My Week With Marilyn
Torontoist has been acquired by Daily Hive Toronto - Your City. Now. Click here to learn more.

Torontoist

My Week With Marilyn

DIRECTED BY SIMON CURTIS

There are many qualities that make Michelle Williams a reliably compelling screen presence, but effortless sex appeal isn’t generally her stock in trade. That, of course, isn’t to suggest that Williams is unattractive or that she’s incapable of being alluring (both are plainly untrue), but the fact remains: no amount of makeup and padding can credibly transform Williams into the iconic, voluptuous, seemingly involuntarily magnetic Marilyn Monroe.

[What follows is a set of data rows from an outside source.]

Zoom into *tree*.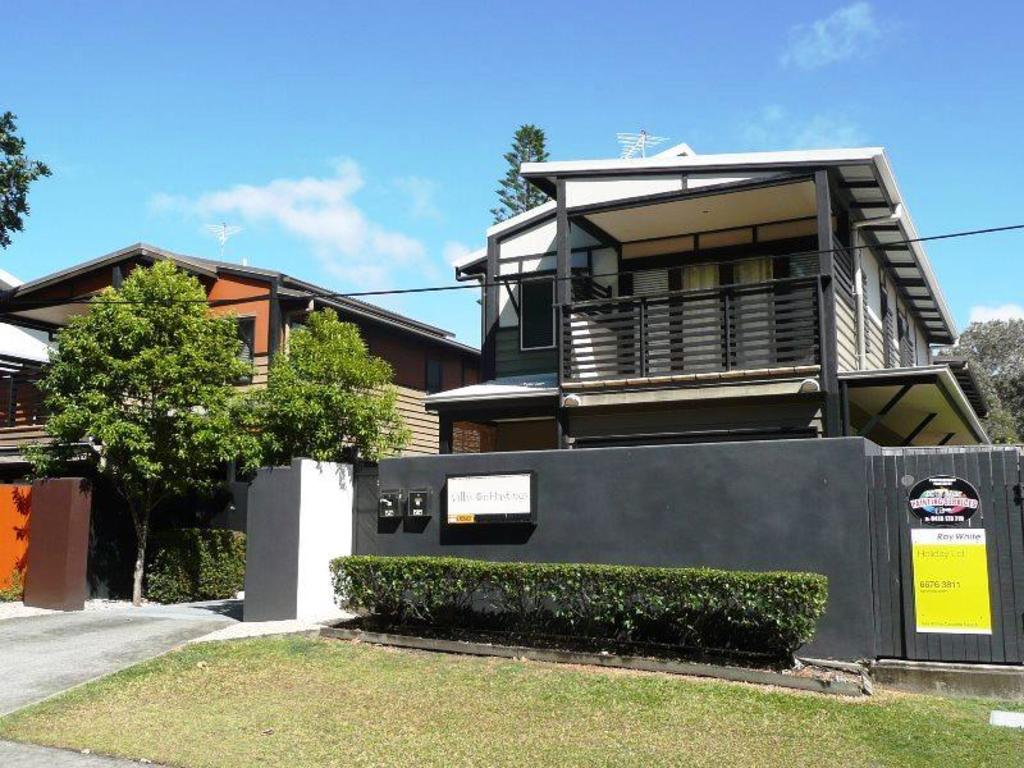
Zoom target: left=978, top=380, right=1023, bottom=442.
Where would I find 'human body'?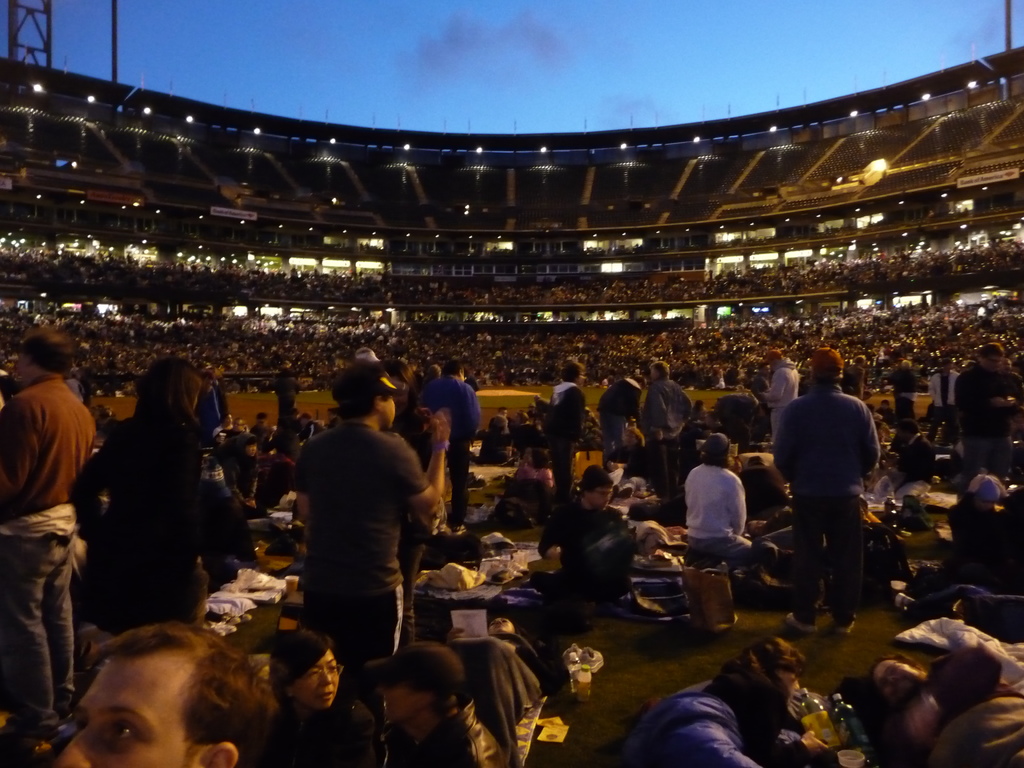
At locate(266, 352, 286, 369).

For a film that has little to offer beyond Williams’ bid to embody the mid-century megastar, this is a major obstacle.

Unsurprisingly, where Williams fares better is in capturing the fragility behind the actor’s sexpot façade and in evoking the abundant insecurities that fostered her predilection for self-annihilation. But Williams’ performance remains only half-convincing, and even the believable bits serve a total non-story.

More accurately titled The Week During Which I Naively Hoped that I Might Hook Up with Marilyn, Simon Curtis’ film draws on two autobiographical accounts by Colin Clark, who, through a nepotistic link to Laurence Olivier, landed a gig as a gofer on the actor-director’s 1957 feature The Prince and the Showgirl. As played, perfunctorily, by Eddie Redmayne, Clark becomes the production-within-a-production’s Marilyn-wrangler, tasked with minding the actor after her diva-ish disdain for punctuality and preference for Method acting see her fall out with the churlish, classically trained Olivier (Kenneth Branagh).

For her part, Williams’ Monroe is drawn to the 23-year-old Clark precisely because he’s such an unthreatening, unconditionally supportive presence at a time when she finds herself at odds with a pair of overbearing older men (Olivier and her husband Arthur Miller, played by Dougray Scott, who hastily departs the picture to make way for Clark and Monroe’s tepid “tryst”). She entreats him to show her some local sights, so they visit Windsor Castle and go for a spontaneous dip in a secluded stretch of the Thames, and later even cuddle, and while this was no doubt absolutely thrilling for the real-life Clark, as a vicarious experience it’s dramatically inert.

Unable to communicate Monroe’s irresistibly enchanting qualities—save through frequent shots of others’ starstruck reactions to her—the film amounts to a shallow, partial portrait of a vaguely tragic young woman, and though Williams’ performance is expectedly game, one senses, at least on the basis of Adrian Hodges’ screenplay, that Clark may not have known Marilyn quite as well as he’d have us believe.